Just in case you feel nostalgic for the 1960s–or sorry you were born too late for flower power–art critic Robert Hughes has this stinging piece in the U.K. Times about his sad, tumultous 1967 marriage in swinging London to his now-dead first wife, Danne Patricia. Sex, drugs and rock ‘n’ roll were Danne’s watchwords–including a taxicab hookup with Jimi Hendrix resulting in a nearly antibiotics-resistant venereal disease that she passed along to her husband–even though she was the married mother of the couple’s baby son, Danton (Warning: many four-letter words in this yarn):



Almost as soon as Danton was weaned, Danne announced in a way that would admit of no opposition that she needed to ‘explore’, to ‘look around,’ to ‘experiment’ with other lovers — a declaration that caused me, since I was still a Catholic in some parts of my heart, an anxiety verging on dread. I had wanted, by getting married, to reconstitute the safe haven that had been shattered in my childhood by my dad’s death from lung cancer; the dream of untroubled certainty of a woman’s love, which I would repay with my own coin of protectiveness. But Danne wouldn’t admit that she wanted protection, and she interpreted my own desire for emotional security as a form of weakness….


Where was she off to? Oh, to see never-to-be named friends, or to a concert in which I would not be interested, yet another jiggle night at the Roundhouse. Don’t worry, I’ll be home to feed Danton. Or [the nanny] can do that. Don’t worry, for Christ’s sake. And off she would go; and come back, grey eyes blank, wide mouth twitchy, ill-tempered from the drugs, at 10 the next morning. Or not come back for another day or two….


I certainly was no anchorite then. Partly in self-defence and in the hope of a little emotional reassurance — for Danne’s near-programmatic infidelity was devastating — I had several affairs with women myself during this time. But I am glad that I never bought into the absurd ‘f—-and-you-shall-be-free’ ideology that was so common in London and elsewhere at the time. I sensed then, and know with a fair degree of certainty now, that it is an illusion to suppose that sexual promiscuity helps create personal freedom. There is a huge difference between the condition of freedom and that of accepting no responsibilities to anyone.


The upshot? The couple divorced during the late 1970s, after Danne decided that her newest sexual adventure was to become a lesbian. Their son, Danton, severely estranged from his father, committed suicide in 2002. Danne became a cocaine addict and died in 2003 of a brain tumor at age 60. She was so busy being free during the 1960s that she ruined three lives, one of which was her own. Tune in, turn on, and drop out. For Danne and her son, the dropout was permanent.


Exercise objective :: Give every line below again, exactly.

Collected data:

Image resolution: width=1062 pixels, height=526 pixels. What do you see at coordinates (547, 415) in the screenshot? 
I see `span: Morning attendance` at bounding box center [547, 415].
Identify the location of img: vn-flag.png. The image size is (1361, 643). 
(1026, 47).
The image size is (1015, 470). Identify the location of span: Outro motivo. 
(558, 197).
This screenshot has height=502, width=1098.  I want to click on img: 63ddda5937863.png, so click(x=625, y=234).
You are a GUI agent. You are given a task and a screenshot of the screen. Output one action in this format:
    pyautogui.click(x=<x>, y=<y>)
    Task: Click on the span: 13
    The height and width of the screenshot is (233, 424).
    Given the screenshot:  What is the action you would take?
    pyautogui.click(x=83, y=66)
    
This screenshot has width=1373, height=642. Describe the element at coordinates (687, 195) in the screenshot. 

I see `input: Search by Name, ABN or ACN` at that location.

Reply to the exercise ::
Image resolution: width=1062 pixels, height=526 pixels. What do you see at coordinates (547, 415) in the screenshot? 
I see `span: Morning attendance` at bounding box center [547, 415].
Identify the location of img: vn-flag.png. The image size is (1361, 643). 
(1026, 47).
The image size is (1015, 470). Identify the location of span: Outro motivo. 
(558, 197).
This screenshot has height=502, width=1098.  I want to click on img: 63ddda5937863.png, so click(x=625, y=234).
You are a GUI agent. You are given a task and a screenshot of the screen. Output one action in this format:
    pyautogui.click(x=<x>, y=<y>)
    Task: Click on the span: 13
    The height and width of the screenshot is (233, 424).
    Given the screenshot:  What is the action you would take?
    pyautogui.click(x=83, y=66)
    
This screenshot has width=1373, height=642. Describe the element at coordinates (687, 195) in the screenshot. 

I see `input: Search by Name, ABN or ACN` at that location.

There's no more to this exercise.